Extreme Programming in St Louis
Went to the XPStL meeting last night, to hear Brian Button talk about refactoring, a key part of Extreme Programming, also known as XP. Extreme Programming has absolutely nothing to do with Extreme Ironing. Really interesting talk/code walk through/lesson/discussion, and the cookies were pretty good too.
Normally, programming starts with design, then you write the code, and then you test it. This is how I wrote Chronicle, and it works OK. The XP way of programming starts with writing the test, then you code something to pass the test, then you refactor it. You work in pairs, two programmers to each computer, taking turns at the keyboard. It sounds crazy, but an XP team ends up with up to ten times the output of a normal programming team, writing better code and fewer bugfeatures. You also get up to date documentation in the form of unit tests and acceptance tests, so long as you can read source code.
Brian Button demonstrated refactoring by adding a tiny little feature to an existing open source project that he said was pretty well coded for non-test-first code. It took him "one perfect day," which amounted to four days of tearing his hair out. He wrote nine tests to insert 20 or so lines of code. Nine! I have a better idea now of how to test, and what mock objects are, and why they're useful for testing. But having seen him work through this code, I feel sorry for its creator, and I hope he never stumbles on my code. The object model had some weird stuff in (concrete base class, abstract child class inheriting from it, and another class inheriting from the abstract one) and looked as if he bolted on features partway through development. I'm guilty of that too, and of a whole pile of other coding sins. Mr Button says he's a very gentle pair programming partner, but it sounds gut-wrenchingly embarrassing to watch someone reaming out your code and putting better stuff in its place.
Then there's the refactoring. Refactoring is what you do after the code fails the unit and acceptance test, and after it passes. It requires going back into the code, stifling a shudder at what you just hacked together, and making it less shudderworthy. Hubby has already refactored Chronicle up, down, and sideways, cutting the start up time in half. Right now I'm not 100% sure which bit of code does what, and I need to go through the whole thing line by line to find out.
So now I have both guilt and ambivalence. I've never written test-first code, and I know Chronicle could be a whole lot better. Do I rip Chronicle apart and rebuild it as test-first code, thus hopefully improving the quality and adding JUnit, Eclipse, and IntelliJ Idea to my list of skills? Eclipse is a free Java IDE, but I think I know enough not to be lured to the Dark Side and depend on the IDE to write my code for me. Or do I stuff the guilt and wrap each new feature in tests as they get added, and theoretically improve the program as a whole by polishing parts of it?
Chronicle is my "I really need to learn Java" project. It's supposed to end up as a blog manager to replace the one I'm using now. In its current state, it can load and save entries, update and delete them, display both a calendar display and a tree display of existing entries, cough out XML and parse it into HTML/PHP for upload, it has theme support so you can make it look pretty, user config, albeit in an XML file you have to find and hack yourself, and it uses an hsql database. I'm already looking for a 100% pure Java open source relational database that enforces referential integrity, and I'd welcome any suggestions of where to find one. It's far enough along I really don't want to start over. But, if I did, I could change the database and integrate Hubby's HTML JTextArea component from the start. Tough call, and I don't want to decide.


* [TASK DETAILS] Go through the data below. List every line that holds the word "item".

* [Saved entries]
↓
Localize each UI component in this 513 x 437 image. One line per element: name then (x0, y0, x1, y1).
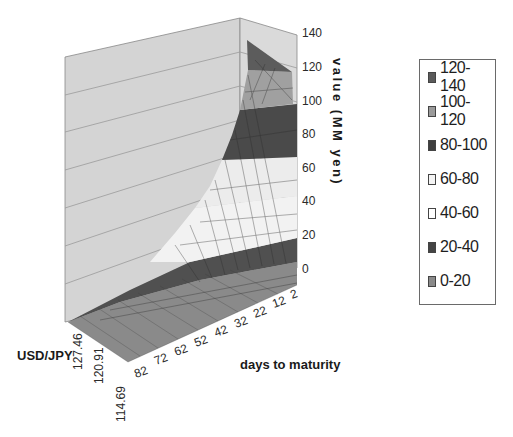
legend-item: 40-60 (428, 203, 478, 223)
legend-swatch (428, 242, 436, 253)
x-tick: 62 (172, 341, 190, 359)
legend-swatch (428, 72, 436, 83)
legend-swatch (428, 106, 436, 117)
z-tick: 20 (302, 228, 316, 242)
legend-item: 20-40 (428, 237, 478, 257)
legend-item: 100-120 (428, 101, 495, 121)
z-axis-title: value (MM yen) (330, 58, 345, 186)
legend-swatch (428, 208, 436, 219)
legend: 120-140 100-120 80-100 60-80 40-60 20-40… (419, 59, 496, 305)
legend-label: 0-20 (440, 272, 470, 290)
x-axis-title: days to maturity (240, 357, 341, 372)
y-tick: 127.46 (71, 333, 85, 370)
legend-label: 20-40 (440, 238, 478, 256)
z-tick: 80 (302, 127, 316, 141)
legend-label: 80-100 (440, 136, 487, 154)
x-tick: 32 (232, 313, 250, 331)
z-tick: 140 (302, 26, 322, 40)
x-tick: 12 (270, 293, 288, 311)
legend-swatch (428, 174, 436, 185)
z-axis: 140 120 100 80 60 40 20 0 (302, 26, 322, 276)
legend-label: 60-80 (440, 170, 478, 188)
legend-item: 60-80 (428, 169, 478, 189)
z-tick: 100 (302, 94, 322, 108)
x-tick: 82 (132, 363, 150, 381)
x-tick: 2 (288, 286, 299, 302)
z-tick: 40 (302, 194, 316, 208)
z-tick: 0 (302, 262, 309, 276)
legend-swatch (428, 276, 436, 287)
x-tick: 52 (192, 332, 210, 350)
legend-item: 120-140 (428, 67, 495, 87)
x-tick: 22 (251, 303, 269, 321)
legend-swatch (428, 140, 436, 151)
legend-item: 80-100 (428, 135, 487, 155)
legend-label: 120-140 (440, 59, 495, 95)
legend-label: 100-120 (440, 93, 495, 129)
z-tick: 120 (302, 60, 322, 74)
legend-item: 0-20 (428, 271, 470, 291)
x-tick: 42 (212, 322, 230, 340)
legend-label: 40-60 (440, 204, 478, 222)
z-tick: 60 (302, 161, 316, 175)
y-axis-title: USD/JPY (17, 348, 73, 363)
y-tick: 114.69 (114, 386, 128, 422)
x-tick: 72 (152, 350, 170, 368)
y-tick: 120.91 (92, 347, 106, 384)
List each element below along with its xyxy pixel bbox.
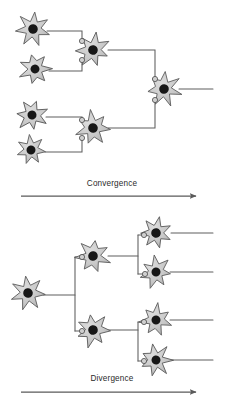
divergence-axon-layer — [43, 233, 213, 361]
synaptic-bouton-div-bouton-4 — [142, 271, 147, 276]
synaptic-bouton-conv-bouton-5 — [152, 76, 157, 81]
convergence-neuron-layer — [13, 10, 183, 164]
neuron-conv-relay-lower — [72, 107, 112, 146]
neuron-conv-relay-upper — [73, 29, 111, 69]
neuron-div-target-2 — [138, 254, 172, 290]
axon-conv-axon-1 — [47, 31, 82, 41]
axon-conv-axon-relay-upper — [108, 50, 155, 79]
panel-convergence: Convergence — [13, 10, 213, 196]
neuron-div-target-3 — [138, 301, 174, 336]
synaptic-bouton-conv-bouton-3 — [79, 117, 84, 122]
axon-conv-axon-4 — [45, 138, 82, 152]
neural-circuit-diagram: Convergence Divergence — [0, 0, 231, 405]
divergence-caption: Divergence — [91, 374, 134, 383]
synaptic-bouton-div-bouton-2 — [79, 328, 84, 333]
neuron-div-target-1 — [138, 214, 174, 250]
neuron-div-relay-upper — [73, 238, 113, 273]
divergence-neuron-layer — [9, 214, 176, 379]
convergence-caption: Convergence — [87, 179, 138, 188]
synaptic-bouton-div-bouton-1 — [79, 254, 84, 259]
neuron-conv-input-2 — [15, 51, 55, 87]
axon-conv-axon-relay-lower — [108, 100, 155, 128]
synaptic-bouton-div-bouton-5 — [141, 319, 146, 324]
panel-divergence: Divergence — [9, 214, 213, 392]
synaptic-bouton-conv-bouton-6 — [152, 97, 157, 102]
neuron-conv-input-3 — [13, 97, 52, 135]
figure-root: Convergence Divergence — [0, 0, 231, 405]
neuron-conv-input-4 — [15, 133, 46, 164]
axon-conv-axon-3 — [46, 117, 82, 120]
neuron-div-source — [9, 274, 47, 311]
axon-conv-axon-2 — [49, 60, 82, 71]
convergence-axon-layer — [45, 31, 213, 152]
synaptic-bouton-div-bouton-3 — [141, 232, 146, 237]
synaptic-bouton-div-bouton-6 — [141, 358, 146, 363]
synaptic-bouton-conv-bouton-4 — [79, 135, 84, 140]
synaptic-bouton-conv-bouton-2 — [79, 57, 84, 62]
neuron-conv-input-1 — [14, 10, 51, 46]
synaptic-bouton-conv-bouton-1 — [79, 38, 84, 43]
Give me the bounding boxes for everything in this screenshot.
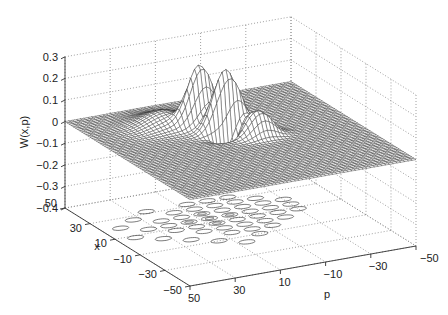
- p-tick-label: 50: [188, 292, 200, 304]
- p-tick-label: −50: [420, 252, 439, 264]
- x-tick-label: −10: [113, 253, 132, 265]
- p-tick-label: 10: [278, 276, 290, 288]
- z-tick-label: 0.3: [43, 51, 58, 63]
- p-axis-ticks: 503010−10−30−50: [188, 246, 439, 304]
- surface-mesh: [65, 65, 416, 200]
- z-tick-label: 0.2: [43, 72, 58, 84]
- p-axis-label: p: [324, 288, 330, 300]
- p-tick-label: −30: [369, 260, 388, 272]
- p-tick-label: −10: [324, 268, 343, 280]
- z-tick-label: 0: [52, 116, 58, 128]
- x-tick-label: −50: [163, 284, 182, 296]
- floor-contour-plot: [112, 195, 306, 244]
- z-tick-label: −0.2: [36, 159, 58, 171]
- p-tick-label: 30: [233, 284, 245, 296]
- x-tick-label: 30: [70, 222, 82, 234]
- z-axis-label: W(x,p): [18, 116, 30, 148]
- x-tick-label: 50: [45, 197, 57, 209]
- z-tick-label: −0.1: [36, 137, 58, 149]
- x-axis-label: x: [94, 240, 100, 252]
- z-tick-label: 0.1: [43, 94, 58, 106]
- z-tick-label: −0.3: [36, 180, 58, 192]
- wigner-surface-plot: 0.30.20.10−0.1−0.2−0.3−0.4 503010−10−30−…: [0, 0, 448, 315]
- z-axis-ticks: 0.30.20.10−0.1−0.2−0.3−0.4: [36, 51, 65, 214]
- x-tick-label: −30: [138, 268, 157, 280]
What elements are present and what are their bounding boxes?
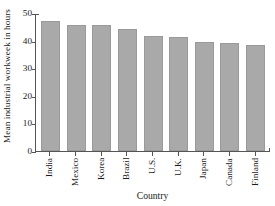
bar	[246, 45, 265, 151]
y-tick-label: 30	[14, 65, 32, 74]
bar	[144, 36, 163, 151]
bar	[67, 25, 86, 151]
x-category-label: Korea	[97, 158, 106, 180]
x-label-slot: India	[37, 156, 63, 190]
bar	[92, 25, 111, 151]
bar	[169, 37, 188, 151]
y-tick-label: 0	[14, 147, 32, 156]
bar-slot	[115, 14, 141, 151]
x-category-label: Canada	[225, 158, 234, 186]
x-label-slot: Japan	[191, 156, 217, 190]
x-label-slot: U.K.	[165, 156, 191, 190]
bar-slot	[38, 14, 64, 151]
x-label-slot: Mexico	[63, 156, 89, 190]
bar-series	[36, 14, 270, 151]
y-tick-label: 50	[14, 9, 32, 18]
x-category-label: Japan	[199, 158, 208, 179]
bar-chart: Mean industrial workweek in hours 010203…	[0, 0, 275, 206]
bar-slot	[64, 14, 90, 151]
bar-slot	[140, 14, 166, 151]
x-category-label: Mexico	[71, 158, 80, 186]
x-axis-category-labels: IndiaMexicoKoreaBrazilU.S.U.K.JapanCanad…	[35, 156, 270, 190]
bar-slot	[243, 14, 269, 151]
x-category-label: U.K.	[174, 158, 183, 176]
x-category-label: India	[45, 158, 54, 177]
bar-slot	[89, 14, 115, 151]
x-label-slot: Finland	[242, 156, 268, 190]
bar-slot	[217, 14, 243, 151]
bar	[220, 43, 239, 151]
x-category-label: U.S.	[148, 158, 157, 174]
x-label-slot: U.S.	[140, 156, 166, 190]
y-axis-title-text: Mean industrial workweek in hours	[2, 9, 12, 143]
bar-slot	[191, 14, 217, 151]
y-tick-label: 10	[14, 120, 32, 129]
x-category-label: Finland	[251, 158, 260, 186]
bar	[118, 29, 137, 151]
x-category-label: Brazil	[122, 158, 131, 180]
x-label-slot: Canada	[217, 156, 243, 190]
x-axis-title: Country	[35, 190, 270, 201]
bar	[195, 42, 214, 151]
y-tick-label: 20	[14, 92, 32, 101]
y-axis-tick-labels: 01020304050	[12, 0, 32, 206]
x-label-slot: Korea	[88, 156, 114, 190]
x-label-slot: Brazil	[114, 156, 140, 190]
y-tick-label: 40	[14, 37, 32, 46]
plot-area	[35, 14, 270, 152]
bar-slot	[166, 14, 192, 151]
bar	[41, 21, 60, 151]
↑
* [WORKED SOLUTION]
legend-item: 40-60 (428, 203, 478, 223)
legend-item: 20-40 (428, 237, 478, 257)
legend-item: 100-120 (428, 101, 495, 121)
legend-item: 60-80 (428, 169, 478, 189)
legend-item: 120-140 (428, 67, 495, 87)
legend-item: 80-100 (428, 135, 487, 155)
legend-item: 0-20 (428, 271, 470, 291)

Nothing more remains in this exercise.